I eagerly await results from SHM’s survey of hospitalist productivity and compensation every two years. I’m most curious about whether a typical hospitalist has experienced an improvement in his/her “juice to squeeze ratio” (aka compensation per unit of work).
I was pleased to see in the recently released “Society of Hospital Medicine 2007-08 Survey: The Authoritative Source on the State of the Hospitalist Movement” that average hospitalist salaries increased the most for any two-year interval since we began surveying in 1997. If you haven’t seen the survey results, go to SHM’s Web site www.hospitalmedicine.org. Production remained flat, while compensation increased to an average of $188,500. (The survey showed an adjusted mean annual compensation of $193,300, and a median salary of $183,900. See complete survey for explanation regarding the adjusted mean, which refers to data for hospitalists who care for adult patients only.)
The 2008 survey has a couple of findings even more compelling than the gratifying improvement in compensation:
- 37% of HMG leaders did not know their annual expenses; and
- 35% of HMG leaders did not know their annual professional fee revenues.
Think about this for a minute. One-third of hospitalist group leaders don’t know enough about their own practice’s financial picture to know high-level details related to income and expenses. We only can presume an even larger portion of non-leader hospitalists don’t know these things about their practice.
These numbers are disconcerting, and they’re even a little worse than the numbers reported two years ago. How can this be?
Behind the Numbers
My first inclination is to look for reasons the data are misleading. Maybe some leaders chose to respond by indicating they don’t know these numbers, when in fact they do have the numbers but were just too busy to look them up and complete that part of the survey. So they might be better informed than the survey suggests, but just too busy to demonstrate it.
Or, some group leaders in large organizations, like Kaiser, may track and account for productivity and financial health in ways that differ from a typical practice. They may know a lot about their practice, but the metrics the survey asks for aren’t relevant to them.
Maybe the survey results are misleading and group leaders know a lot more about their practice financials than these numbers suggest. Well, maybe.
Unfortunately, in my consulting work up close and personal with hundreds of practices, I regularly meet group leaders who don’t see financial accountability as one of their duties. I think the survey numbers may be a reasonably accurate reflection of reality.
I typically ask group leaders things like what portion of their practice budget is funded by professional fee collections vs. payment from the hospital (or other “sponsoring organization”) and what the pro fee collection rate is. As in the survey, a large portion don’t know. They often say it’s up to someone else to keep track of those numbers and worry about the practice budget. I worry that a leader with such a hands-off approach to the practice budget can’t be very effective.
I also ask leaders things like what is their most important duty as group leader. “Making the schedule” is too often the disappointing answer. Clearly the schedule is a critical part of operating a practice, but in many practices it is reasonable, even optimal, to have a clerical person manage the schedule, or rotate responsibility for creating it among all members of the group. This frees some time the leader can spend on other activities like managing the group’s financial performance, among other things.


Work to be completed: Where the string "label" appears in a line of the material below, copy that line.

##### Records to use #####

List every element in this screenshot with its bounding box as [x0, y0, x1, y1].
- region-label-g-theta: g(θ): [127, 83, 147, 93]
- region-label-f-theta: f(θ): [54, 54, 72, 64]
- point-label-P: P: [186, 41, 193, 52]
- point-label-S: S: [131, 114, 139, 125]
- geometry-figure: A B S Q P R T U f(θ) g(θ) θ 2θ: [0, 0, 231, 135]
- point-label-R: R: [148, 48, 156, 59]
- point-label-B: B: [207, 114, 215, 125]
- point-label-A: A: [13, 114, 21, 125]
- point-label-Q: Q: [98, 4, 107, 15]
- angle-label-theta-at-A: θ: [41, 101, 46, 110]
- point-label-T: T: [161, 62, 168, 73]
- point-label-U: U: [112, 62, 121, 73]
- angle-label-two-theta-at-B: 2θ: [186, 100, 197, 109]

#####

Final answer:
- region-label-g-theta: g(θ): [127, 83, 147, 93]
- region-label-f-theta: f(θ): [54, 54, 72, 64]
- point-label-P: P: [186, 41, 193, 52]
- point-label-S: S: [131, 114, 139, 125]
- point-label-R: R: [148, 48, 156, 59]
- point-label-B: B: [207, 114, 215, 125]
- point-label-A: A: [13, 114, 21, 125]
- point-label-Q: Q: [98, 4, 107, 15]
- angle-label-theta-at-A: θ: [41, 101, 46, 110]
- point-label-T: T: [161, 62, 168, 73]
- point-label-U: U: [112, 62, 121, 73]
- angle-label-two-theta-at-B: 2θ: [186, 100, 197, 109]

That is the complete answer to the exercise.